Critical Responsible Management Education
Critical Responsible Management Education
Friday, 11 July 2025
Location: SJES031 (Faculty of Legal, Economic, and Social Sciences (JES))
Distributed Paper
Responsible Management Education has emerged as a significant topic in global discussions, particularly about advancing the Sustainable Development Goals (SDGs). The SDGs represent a set of objectives aimed at guiding governments, companies, and societies toward a more sustainable and inclusive world. The belief is that through Management Education, future managers will be better prepared to lead organizations more responsibly and contribute to achieving the SDGs. However, while the idea of influencing behavior through education seems logical, it fails to address the pervasive influence of capitalism and neoliberal thinking within and outside business schools. This paradoxical view opens room for the argument of those who state that responsible organizations could be more profitable because they are responsible. However, studies show that adopting Environmental, Social, and Governance - ESG practices might make organizations less profitable. In this sense, many organizational practices are criticized for promoting greenwashing and SDG-washing, trying to manage their image as responsible for adopting questioning practices. In this paper, I address a critical discussion on Responsible Management Education, problematizing the idea of “Responsibility” by drawing on the Ethics of Care.

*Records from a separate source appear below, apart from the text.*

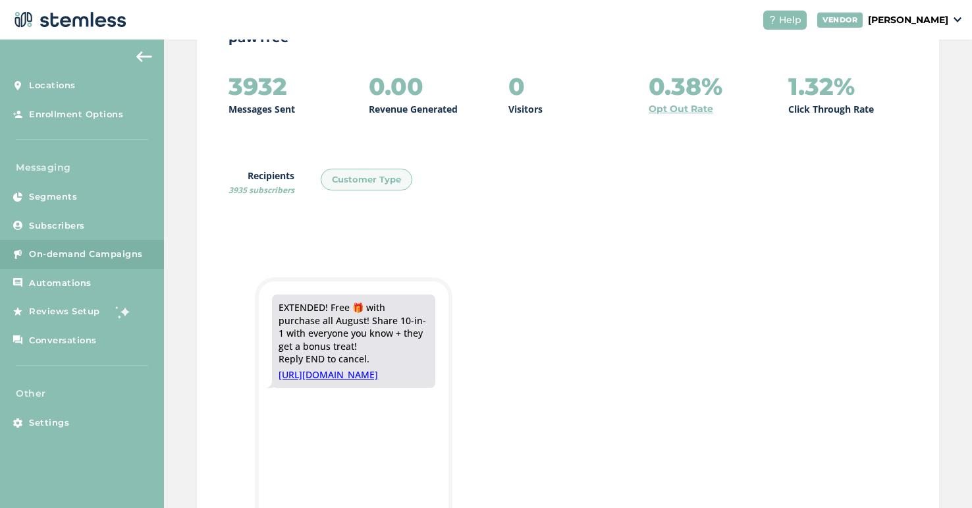 This screenshot has height=508, width=972. What do you see at coordinates (516, 86) in the screenshot?
I see `h2: 0` at bounding box center [516, 86].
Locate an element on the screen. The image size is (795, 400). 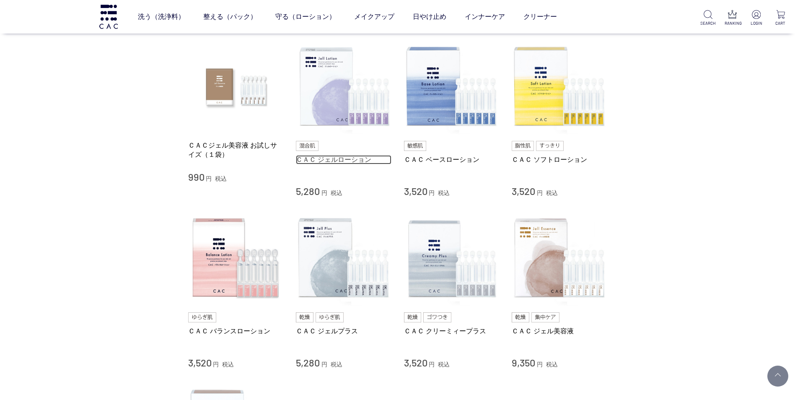
img: ゴワつき is located at coordinates (437, 317).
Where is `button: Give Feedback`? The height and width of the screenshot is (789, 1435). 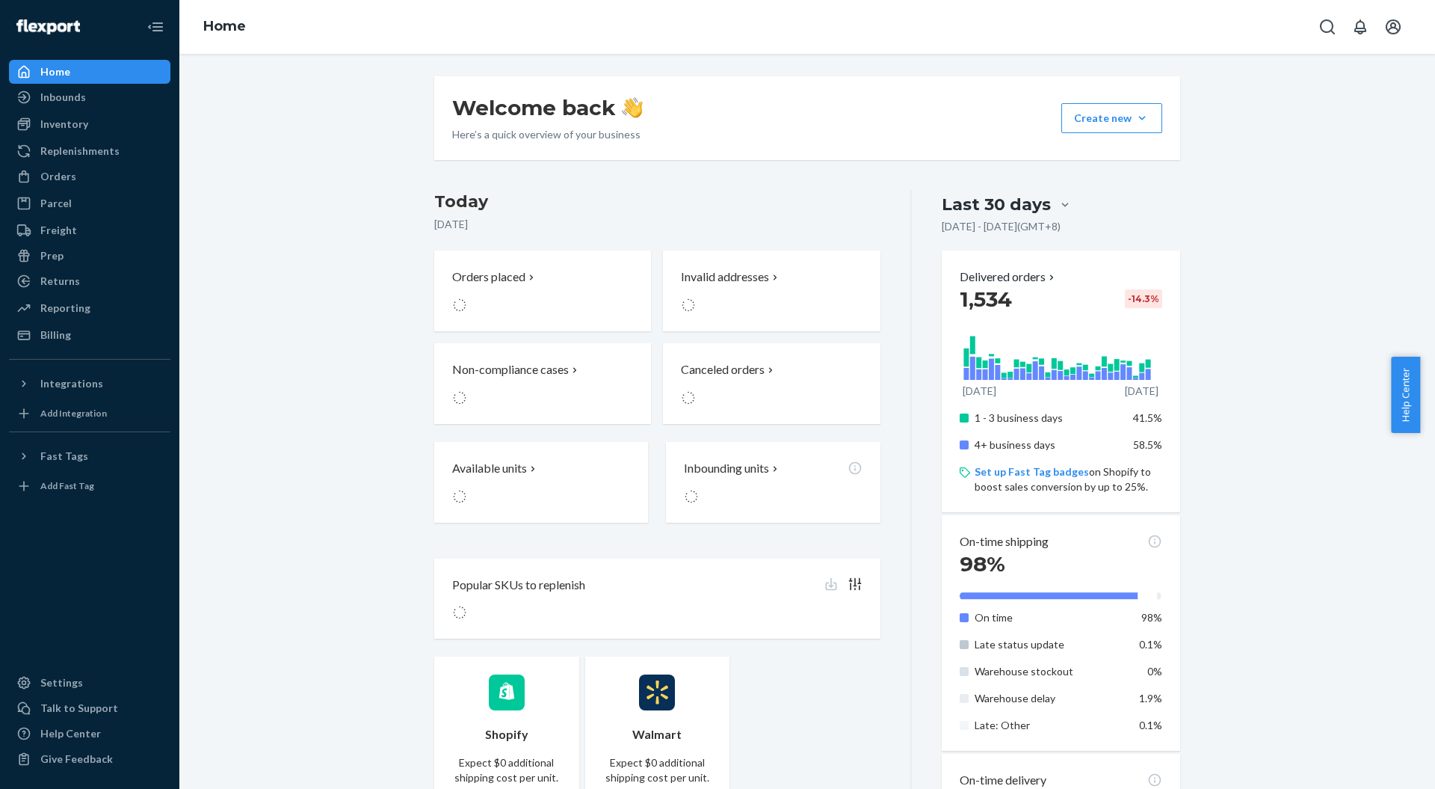 button: Give Feedback is located at coordinates (90, 759).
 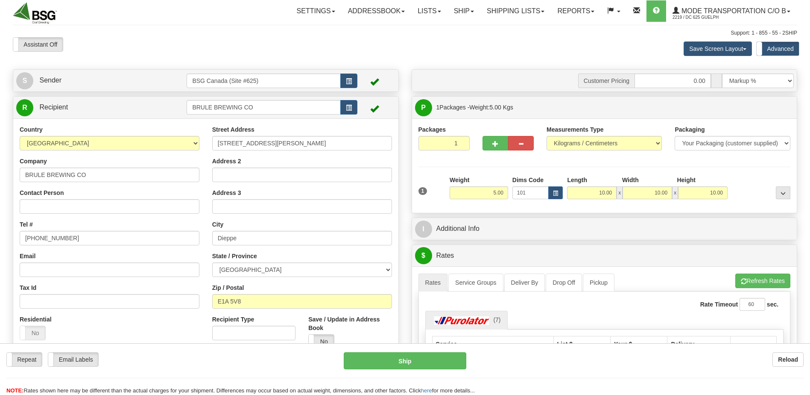 I want to click on label: Company, so click(x=33, y=161).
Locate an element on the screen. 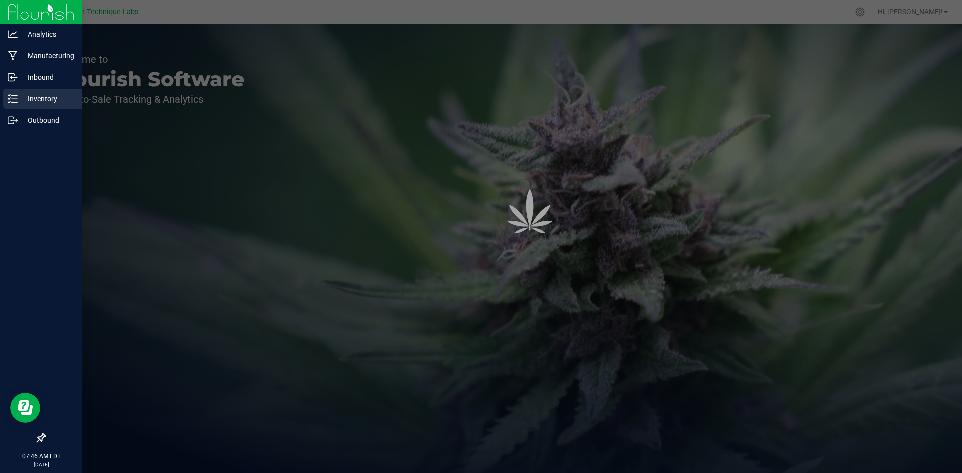 The width and height of the screenshot is (962, 473). inline-svg: Analytics is located at coordinates (13, 34).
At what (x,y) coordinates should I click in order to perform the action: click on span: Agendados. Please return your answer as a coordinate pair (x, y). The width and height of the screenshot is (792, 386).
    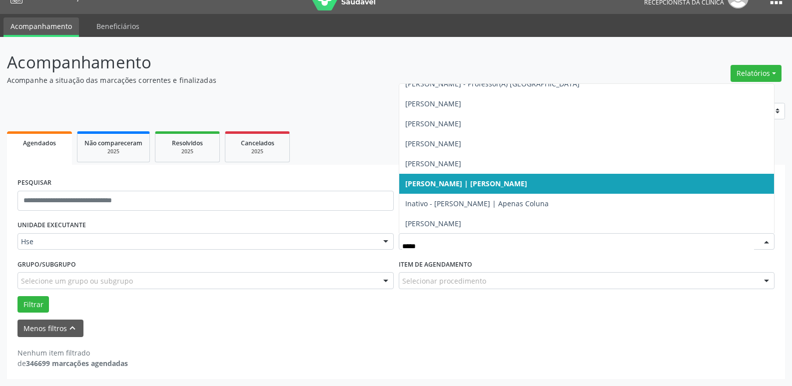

The argument for discussing responsibility in Management Education lies in the different understandings of what it means to be “responsible.” My contribution lies in two points. The first is reinforcing the critiques of the incompatibilities of Responsible Management Education under a capitalist-neoliberal view that drives business schools and organizations in general. The second is to propose an alternative moral/ethical understanding of the idea of responsibility able to tackle the dominant capitalist-neoliberal inside and outside business schools. It is a Response-able Management Education that, beyond its care features, also has a decolonial and intersectional basis. Without recognizing values and conflicts of interest in societies, businesses, and Management Education, we will not move SDGs and PRME from a discourse to practice.